GroNLP/gpt2-small-dutch · Hugging Face
We’re on a journey to advance and democratize artificial intelligence through open source and open science.
huggingface.co
September 2, 2025 at 7:27 AM
3. Predictability effects are also logarithmic in Dutch, corroborating effects found in English (= linear effect of surprisal):

For very unpredictable words, a decrease in predictability has a much larger slowing-down effect on reading times than the same decrease for highly predictable words.
September 2, 2025 at 7:27 AM
2. Language-specific models are generally better than multilingual ones (multilingual models are shown in blue in the figure below).
September 2, 2025 at 7:27 AM
Key findings 📝

1. Smaller Dutch models often predict reading times better (= inverse scaling trend) ~ in line with evidence of English models.

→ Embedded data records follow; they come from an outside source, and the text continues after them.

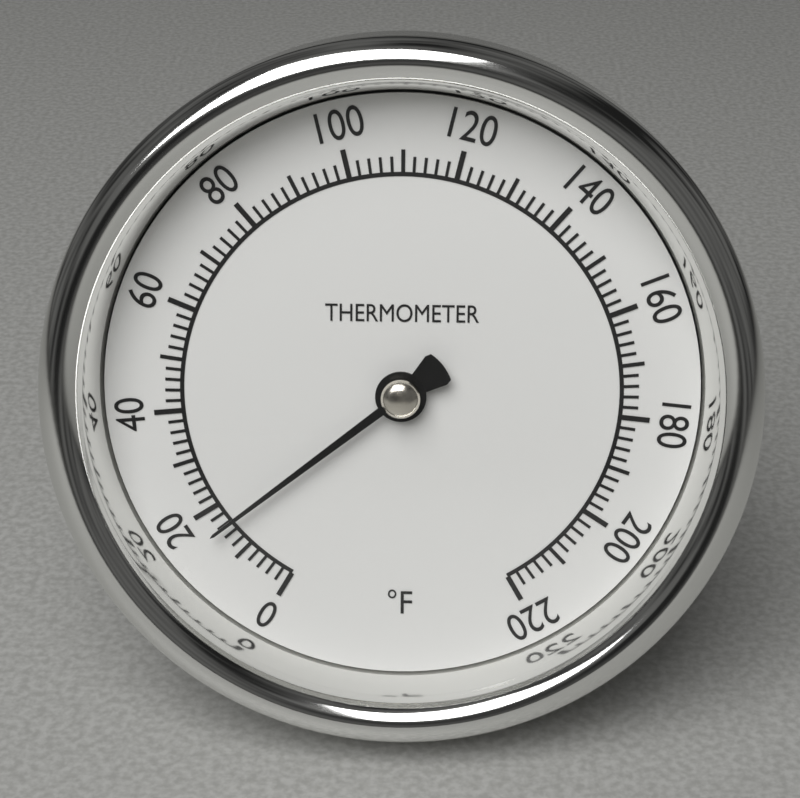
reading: 16 °F
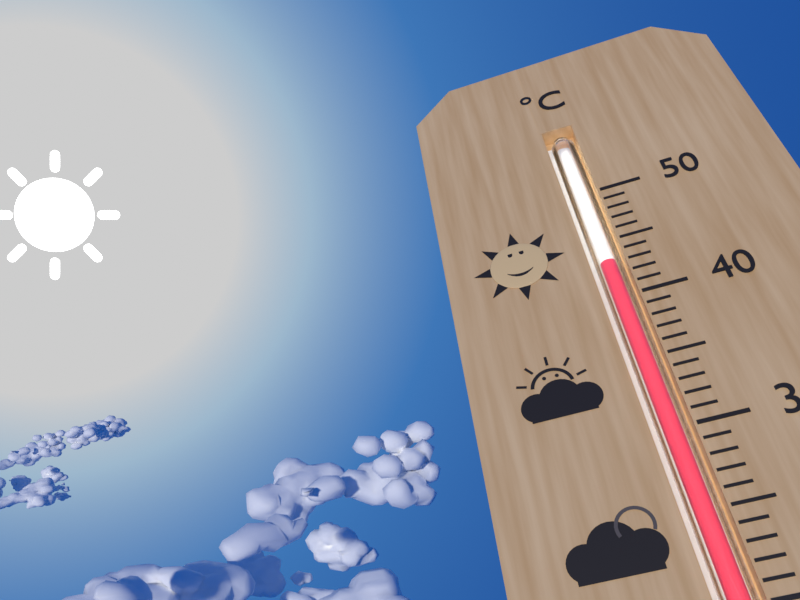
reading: 43 °C
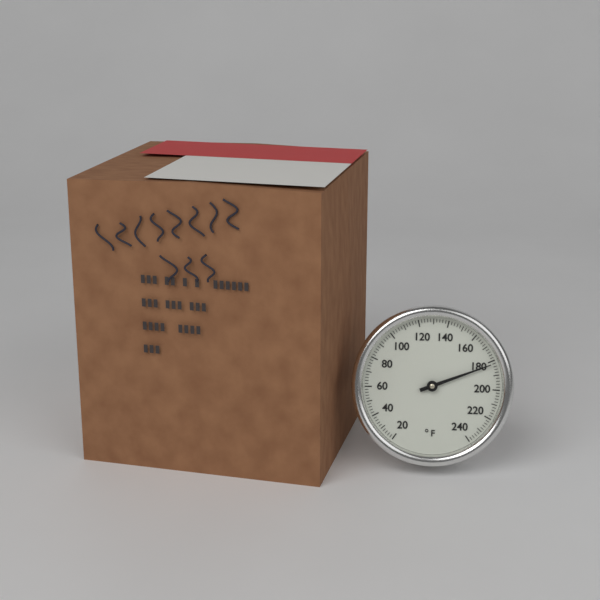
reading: 182 °F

But, with more context (in a book reading corpus), larger models catch up.
September 2, 2025 at 7:27 AM
Large language models are powerful tools for psycholinguistic research.

But, most evidence so far is limited to English.

How well do Dutch open-source language models fit reading times using their word predictability estimates?
September 2, 2025 at 7:27 AM
Overall, our results provide a psychometric leaderboard of Dutch large language models, ideal for researchers interested in effects of predictability in Dutch.

Check out our full dataset and code here:
osf.io/wr4qf/
A Systematic Evaluation of Dutch Large Language Models’ Surprisal Estimates in Sentence, Paragraph, and Book Reading
A psychometric evaluation of Dutch large language models. Hosted on the Open Science Framework
osf.io
December 19, 2024 at 4:12 PM
Finally, we found a linear link between surprisal and reading times except for the GECO corpus where a non-linear link between surprisal and reading times fitted the data best.

A challenge to the notion of an universal linear effect of surprisal.
December 19, 2024 at 4:12 PM
Second, smaller Dutch models showed a better fit to reading times than the largest models, replicating the inverse scaling trend seen in English.
However, this effect varied depending on the corpus used.
December 19, 2024 at 4:12 PM
First, across three eye-tracking corpora, we found that in each case, a Dutch LLMs' surprisal estimates outperformed the multilingual model (mGPT) and the N-gram model in predicting reading times.
December 19, 2024 at 4:12 PM
3.

Does surprisal still show linear link with reading times when estimated with a Dutch-specific language model as opposed to a multilingual model?
December 19, 2024 at 4:12 PM
2.

Do these Dutch-specific LLMs show a similar inverse scaling trend as English models?

That is, do the smaller transformer models' surprisal estimates account better for reading times than those of the very large models?
December 19, 2024 at 4:12 PM
1.

What is the best computational method for estimating word predictability in Dutch?

We compare 14 Dutch large language models (LLMs), a multilingual model (mGPT) and an N-gram model in their ability of explaining reading times.
December 19, 2024 at 4:12 PM
The effect of word predictability on reading times is well established for English but not so much for Dutch.